Tuesday, November 20, 2012

How Charter Schools Fleece Taxpayers


by Timothy Noah

Christopher Furlong/Getty Images
In government, if I help myself to taxpayer dollars, we call that embezzlement and I go to jail. In the private sector, if I help myself to taxpayer dollars, we call that innovation and I get hailed as a visionary exponent of public-private partnership. That’s the lesson of a Nov. 17 investigation by Anne Ryman of the Arizona Republic into the state’s charter schools.
In her examination of Arizona’s 50 largest nonprofit charter schools and all of Arizona's nonprofit charter schools with assets exceeding $10 million, Ryman found “at least 17 contracts or arrangements, totaling more than $70 million over five years and involving about 40 school sites, in which money from the non-profit charter school went to for-profit or non-profit companies run by board members, executives or their relatives.” That says to me that in Arizona, at least, charter-school corruption isn’t the exception. It’s the rule. And that’s just in the nonprofit charter schools. Documentation for the for-profit schools is not publicly available. What are the odds that charter-school proprietors operating in the dark are less inclined to enrich themselves at public expense?
The self-dealing is entirely legal. All you have to do is get yourself an exemption from state laws requiring that goods and services be bid competitively. Clearly these exemptions aren’t difficult to acquire, because 90 percent of Arizona’s charter holders—not 90 percent of the charter schools surveyed by the Arizona Republic, but 90 percent of all the state's charter schools—have acquired permanent exemptions from state competitive bidding requirements. No exemption has ever been withdrawn by the state. If you are a charter-school officer and you stand to benefit personally from some financial transaction with the school, you may not vote on whether to make the purchase. But that’s about the only rule.
The result? “The schools’ purchases from their own officials,” Ryman writes, “range from curriculum and business consulting to land leases and transportation services. A handful of non-profit schools outsource most of their operations to a board member’s for-profit company.” A nonprofit called Great Hearts Academies runs 15 Arizona charter schools. Since 2009, according to Ryman, the schools have purchased $987,995 in books from Educational Sales Co., whose chairman, Daniel Sauer, is a Great Hearts officer. And that doesn’t count additional book purchases made directly by parents. Six of the Great Hearts schools have links on their Web sites for parents who wish to make such purchases. The links are, of course, to Educational Sales Co. Since 2007 Sauer has donated $50,400 to Great Hearts. You can call that philanthropy, or you can call that an investment on which Sauer’s company received a return of more than 1800 percent. I’m not sure even Russian oligarchs typically get that much on the back end.
It's happening in other states, too. In 2011 Christopher Magan and Margo Rutledge Kissell told a strikingly similar story about Dayton’s Richard Allen Schools in the Dayton Daily News. That article led to an investigation by Ohio’s state auditor and, in this instance, the recovery of some funds. This past May, a San Bernardino County school district shut down the Adalanto Charter Academy because (according to the San Bernardino County Sentinal) “much of the academy’s academic imperative was suborned to the mercenary intent of those involved at the school.” (Details here.) A 2008 Washington Post investigation by David S. Fallis and April Witt “found conflicts of interest involving almost $200 million worth of business deals, typically real estate transactions, at more than a third of the District's 60 charter schools.”
Arizona is perhaps extreme in the amount of latitude it grants charter school officials to enrich themselves, but indifferent enforcement of more strict legal prohibitions has the same effect. In D.C., for instance, a city official told Fallis and Witt that the relevant statute was enforced “on a case-by-case basis,” i.e., hardly ever. A Nov. 18 Post story further reported that private schools participating in the city’s voucher program—which in many cases are indistinguishable from charter schools—don’t even have to report to the city how many publicly funded students they have, or how well they’re performing. So in addition to providing ample opportunities for self-enrichment, at least some public-private experiments in K-12 education are free of any tedious public obligation to demonstrate that anybody on the premises is learning anything at all. The more doctrinaire education reform advocates, one senses, would just as soon not know.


Working from the entries below, count every line that includes the word "Execution". Return the figure alone.
═══ Records shown
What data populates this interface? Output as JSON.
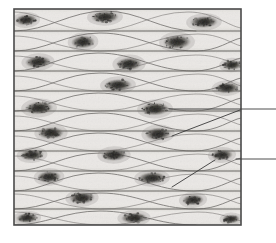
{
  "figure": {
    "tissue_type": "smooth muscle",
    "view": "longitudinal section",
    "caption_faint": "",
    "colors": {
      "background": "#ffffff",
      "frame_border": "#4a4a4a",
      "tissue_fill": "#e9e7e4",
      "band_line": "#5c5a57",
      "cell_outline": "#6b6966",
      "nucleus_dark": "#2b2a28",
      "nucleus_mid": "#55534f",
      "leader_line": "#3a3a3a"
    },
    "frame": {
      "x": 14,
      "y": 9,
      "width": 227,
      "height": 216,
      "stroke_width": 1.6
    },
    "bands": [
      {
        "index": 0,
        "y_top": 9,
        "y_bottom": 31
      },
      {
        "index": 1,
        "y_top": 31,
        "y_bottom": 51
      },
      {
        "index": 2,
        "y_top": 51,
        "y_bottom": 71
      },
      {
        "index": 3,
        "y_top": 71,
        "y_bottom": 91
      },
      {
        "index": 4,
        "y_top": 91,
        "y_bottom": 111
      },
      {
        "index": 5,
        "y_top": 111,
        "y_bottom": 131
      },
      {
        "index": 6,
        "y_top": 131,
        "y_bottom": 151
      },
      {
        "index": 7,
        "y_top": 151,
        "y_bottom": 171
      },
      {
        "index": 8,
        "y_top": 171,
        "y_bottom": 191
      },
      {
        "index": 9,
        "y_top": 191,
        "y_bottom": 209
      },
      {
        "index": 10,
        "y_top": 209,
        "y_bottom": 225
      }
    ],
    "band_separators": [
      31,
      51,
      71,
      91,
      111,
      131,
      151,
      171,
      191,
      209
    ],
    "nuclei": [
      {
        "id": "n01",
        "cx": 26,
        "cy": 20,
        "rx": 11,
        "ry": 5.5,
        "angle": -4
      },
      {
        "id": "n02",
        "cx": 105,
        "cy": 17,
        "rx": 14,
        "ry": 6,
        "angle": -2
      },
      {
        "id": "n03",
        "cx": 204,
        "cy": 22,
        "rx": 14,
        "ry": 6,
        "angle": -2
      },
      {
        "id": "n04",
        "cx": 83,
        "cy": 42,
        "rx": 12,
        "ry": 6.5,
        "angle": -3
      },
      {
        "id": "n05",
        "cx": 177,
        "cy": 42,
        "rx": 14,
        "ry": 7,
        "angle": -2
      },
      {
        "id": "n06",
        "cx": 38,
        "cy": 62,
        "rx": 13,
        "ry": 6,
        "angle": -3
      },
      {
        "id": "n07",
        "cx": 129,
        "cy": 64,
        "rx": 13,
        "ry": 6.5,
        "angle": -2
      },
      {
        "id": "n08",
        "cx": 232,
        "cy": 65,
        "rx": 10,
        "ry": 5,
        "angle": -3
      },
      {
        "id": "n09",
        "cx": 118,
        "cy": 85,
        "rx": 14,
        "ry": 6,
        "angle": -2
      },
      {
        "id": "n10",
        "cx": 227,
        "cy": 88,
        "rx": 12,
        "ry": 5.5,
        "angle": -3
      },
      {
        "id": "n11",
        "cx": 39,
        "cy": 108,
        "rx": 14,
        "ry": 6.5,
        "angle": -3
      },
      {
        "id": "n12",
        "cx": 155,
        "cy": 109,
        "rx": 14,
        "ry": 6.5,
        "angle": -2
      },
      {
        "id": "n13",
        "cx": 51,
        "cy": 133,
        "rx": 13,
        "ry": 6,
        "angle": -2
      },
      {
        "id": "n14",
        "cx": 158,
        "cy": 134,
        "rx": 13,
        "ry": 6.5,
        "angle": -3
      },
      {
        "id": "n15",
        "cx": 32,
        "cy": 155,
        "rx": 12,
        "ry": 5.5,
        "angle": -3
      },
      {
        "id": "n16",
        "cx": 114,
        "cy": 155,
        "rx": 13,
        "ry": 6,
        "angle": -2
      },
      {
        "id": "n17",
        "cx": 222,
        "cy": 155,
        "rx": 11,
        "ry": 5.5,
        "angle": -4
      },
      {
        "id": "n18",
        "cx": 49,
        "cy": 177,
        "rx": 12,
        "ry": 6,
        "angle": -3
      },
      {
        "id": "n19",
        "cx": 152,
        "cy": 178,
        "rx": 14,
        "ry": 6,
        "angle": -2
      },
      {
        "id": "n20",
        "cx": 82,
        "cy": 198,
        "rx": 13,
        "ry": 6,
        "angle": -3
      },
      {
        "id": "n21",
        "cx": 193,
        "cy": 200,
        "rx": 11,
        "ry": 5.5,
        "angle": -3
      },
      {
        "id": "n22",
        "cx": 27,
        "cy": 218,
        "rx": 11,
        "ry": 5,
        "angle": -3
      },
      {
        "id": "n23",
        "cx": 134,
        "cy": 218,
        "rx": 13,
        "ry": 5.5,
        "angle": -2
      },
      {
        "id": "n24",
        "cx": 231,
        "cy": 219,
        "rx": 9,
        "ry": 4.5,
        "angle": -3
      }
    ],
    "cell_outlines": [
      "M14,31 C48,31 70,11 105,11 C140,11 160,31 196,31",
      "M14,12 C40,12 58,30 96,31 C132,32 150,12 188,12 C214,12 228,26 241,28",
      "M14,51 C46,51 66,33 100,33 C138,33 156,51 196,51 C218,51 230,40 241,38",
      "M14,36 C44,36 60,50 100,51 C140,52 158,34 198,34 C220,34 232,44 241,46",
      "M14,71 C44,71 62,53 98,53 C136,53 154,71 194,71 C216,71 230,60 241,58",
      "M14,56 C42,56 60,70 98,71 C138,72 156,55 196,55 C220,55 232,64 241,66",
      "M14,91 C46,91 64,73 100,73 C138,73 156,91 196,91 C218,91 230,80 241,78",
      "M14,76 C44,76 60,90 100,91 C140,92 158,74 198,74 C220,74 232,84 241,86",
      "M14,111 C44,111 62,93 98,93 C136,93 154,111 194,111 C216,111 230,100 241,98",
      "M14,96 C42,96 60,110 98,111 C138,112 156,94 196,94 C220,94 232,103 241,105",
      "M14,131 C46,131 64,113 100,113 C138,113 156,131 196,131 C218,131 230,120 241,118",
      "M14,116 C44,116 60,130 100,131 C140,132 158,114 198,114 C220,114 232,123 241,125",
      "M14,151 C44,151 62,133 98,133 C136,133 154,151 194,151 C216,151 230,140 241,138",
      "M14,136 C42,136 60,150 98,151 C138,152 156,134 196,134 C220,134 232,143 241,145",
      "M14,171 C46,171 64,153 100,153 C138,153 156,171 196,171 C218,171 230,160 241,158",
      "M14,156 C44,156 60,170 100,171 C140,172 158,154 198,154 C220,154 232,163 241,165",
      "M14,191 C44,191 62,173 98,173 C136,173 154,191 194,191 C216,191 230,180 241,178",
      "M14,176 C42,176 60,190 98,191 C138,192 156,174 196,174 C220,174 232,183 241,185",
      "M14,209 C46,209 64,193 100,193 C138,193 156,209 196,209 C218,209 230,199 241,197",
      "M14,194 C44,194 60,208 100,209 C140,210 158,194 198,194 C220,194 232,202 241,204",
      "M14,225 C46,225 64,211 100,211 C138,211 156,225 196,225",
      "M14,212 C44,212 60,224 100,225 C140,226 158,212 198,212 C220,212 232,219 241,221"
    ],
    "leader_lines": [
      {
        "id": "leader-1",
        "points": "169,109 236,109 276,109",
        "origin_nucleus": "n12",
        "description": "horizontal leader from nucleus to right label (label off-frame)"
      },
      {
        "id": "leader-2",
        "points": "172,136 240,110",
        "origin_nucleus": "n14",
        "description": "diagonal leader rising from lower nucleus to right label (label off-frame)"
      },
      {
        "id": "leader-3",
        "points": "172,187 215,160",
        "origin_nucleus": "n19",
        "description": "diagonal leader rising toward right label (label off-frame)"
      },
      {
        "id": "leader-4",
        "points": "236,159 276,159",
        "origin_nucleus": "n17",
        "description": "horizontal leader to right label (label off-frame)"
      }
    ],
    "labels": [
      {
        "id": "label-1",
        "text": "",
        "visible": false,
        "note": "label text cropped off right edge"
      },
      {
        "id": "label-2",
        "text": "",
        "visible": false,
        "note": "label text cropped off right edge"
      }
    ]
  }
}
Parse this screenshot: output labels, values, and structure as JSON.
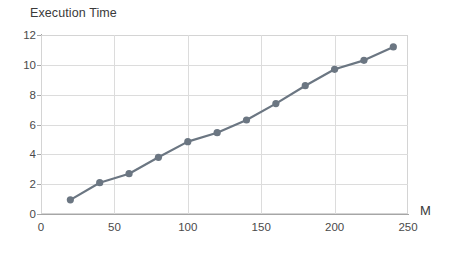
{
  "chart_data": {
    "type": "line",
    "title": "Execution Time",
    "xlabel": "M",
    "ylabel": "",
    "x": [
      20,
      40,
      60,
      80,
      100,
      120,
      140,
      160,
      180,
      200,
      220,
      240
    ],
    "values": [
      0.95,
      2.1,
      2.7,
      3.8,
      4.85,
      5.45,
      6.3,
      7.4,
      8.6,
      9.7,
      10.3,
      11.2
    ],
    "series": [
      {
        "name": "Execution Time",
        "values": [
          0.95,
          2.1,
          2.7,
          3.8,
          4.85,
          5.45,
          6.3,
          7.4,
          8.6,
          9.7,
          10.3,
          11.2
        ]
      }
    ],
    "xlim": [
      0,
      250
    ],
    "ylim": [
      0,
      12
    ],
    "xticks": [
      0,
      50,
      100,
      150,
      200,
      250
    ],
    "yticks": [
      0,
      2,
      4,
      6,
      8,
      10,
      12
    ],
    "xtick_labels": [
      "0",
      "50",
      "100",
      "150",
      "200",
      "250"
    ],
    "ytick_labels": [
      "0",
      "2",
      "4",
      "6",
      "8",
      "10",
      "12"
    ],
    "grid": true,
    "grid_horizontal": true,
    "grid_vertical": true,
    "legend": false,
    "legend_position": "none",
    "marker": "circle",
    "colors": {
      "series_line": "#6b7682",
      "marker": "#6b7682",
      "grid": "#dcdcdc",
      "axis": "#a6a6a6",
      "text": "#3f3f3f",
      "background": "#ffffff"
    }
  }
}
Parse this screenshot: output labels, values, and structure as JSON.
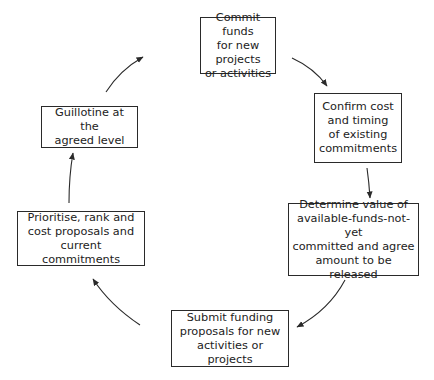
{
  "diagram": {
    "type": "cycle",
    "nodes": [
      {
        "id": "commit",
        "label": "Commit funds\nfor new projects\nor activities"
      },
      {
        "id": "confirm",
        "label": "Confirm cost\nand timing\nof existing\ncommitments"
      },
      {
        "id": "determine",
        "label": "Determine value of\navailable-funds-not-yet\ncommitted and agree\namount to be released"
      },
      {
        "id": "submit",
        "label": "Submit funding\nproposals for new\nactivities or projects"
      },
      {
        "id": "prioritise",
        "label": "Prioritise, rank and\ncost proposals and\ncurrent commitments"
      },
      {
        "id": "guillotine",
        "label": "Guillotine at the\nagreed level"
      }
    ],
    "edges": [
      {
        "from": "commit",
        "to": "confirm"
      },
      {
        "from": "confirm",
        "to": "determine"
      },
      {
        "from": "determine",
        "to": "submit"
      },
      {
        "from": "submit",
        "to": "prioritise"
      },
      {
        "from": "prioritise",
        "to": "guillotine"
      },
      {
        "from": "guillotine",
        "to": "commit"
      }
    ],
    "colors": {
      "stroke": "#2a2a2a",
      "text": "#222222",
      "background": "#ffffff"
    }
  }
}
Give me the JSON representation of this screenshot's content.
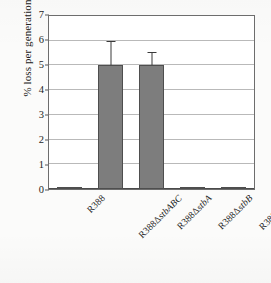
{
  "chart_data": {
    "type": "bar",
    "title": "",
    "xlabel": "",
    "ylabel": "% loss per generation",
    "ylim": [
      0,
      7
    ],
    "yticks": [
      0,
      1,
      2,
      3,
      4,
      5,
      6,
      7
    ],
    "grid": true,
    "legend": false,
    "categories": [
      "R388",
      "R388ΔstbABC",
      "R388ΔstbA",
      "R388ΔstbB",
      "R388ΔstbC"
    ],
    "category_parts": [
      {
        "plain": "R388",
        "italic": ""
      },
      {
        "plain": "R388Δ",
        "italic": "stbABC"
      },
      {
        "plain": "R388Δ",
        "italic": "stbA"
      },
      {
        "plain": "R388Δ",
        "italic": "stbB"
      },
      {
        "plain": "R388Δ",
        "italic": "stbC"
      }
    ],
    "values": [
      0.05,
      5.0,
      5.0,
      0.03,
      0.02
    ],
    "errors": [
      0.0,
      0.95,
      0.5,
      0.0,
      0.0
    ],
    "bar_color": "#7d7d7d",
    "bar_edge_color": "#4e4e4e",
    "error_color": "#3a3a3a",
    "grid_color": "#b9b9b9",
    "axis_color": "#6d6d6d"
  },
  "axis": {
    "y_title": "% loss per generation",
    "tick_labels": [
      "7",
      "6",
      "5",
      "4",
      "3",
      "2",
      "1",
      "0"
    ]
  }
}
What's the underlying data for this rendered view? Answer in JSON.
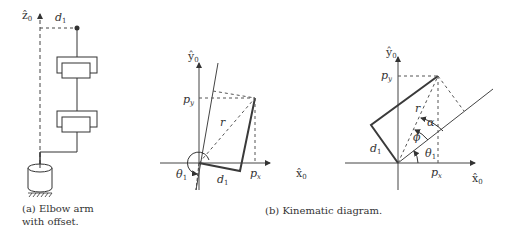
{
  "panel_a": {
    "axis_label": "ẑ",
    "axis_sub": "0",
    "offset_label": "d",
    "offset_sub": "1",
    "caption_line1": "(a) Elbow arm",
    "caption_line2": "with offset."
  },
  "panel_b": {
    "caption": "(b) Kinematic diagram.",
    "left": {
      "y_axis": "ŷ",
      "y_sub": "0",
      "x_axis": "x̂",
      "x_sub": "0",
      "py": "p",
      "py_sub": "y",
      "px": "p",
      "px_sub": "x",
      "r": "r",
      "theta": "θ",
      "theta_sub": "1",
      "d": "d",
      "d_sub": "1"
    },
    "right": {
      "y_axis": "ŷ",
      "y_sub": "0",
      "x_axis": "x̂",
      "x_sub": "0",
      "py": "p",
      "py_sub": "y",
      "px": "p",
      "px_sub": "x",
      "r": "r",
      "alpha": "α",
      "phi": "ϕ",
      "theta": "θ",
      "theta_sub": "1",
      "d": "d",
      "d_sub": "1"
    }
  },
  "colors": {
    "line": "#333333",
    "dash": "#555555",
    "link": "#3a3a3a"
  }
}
══════
### [Final answer]
2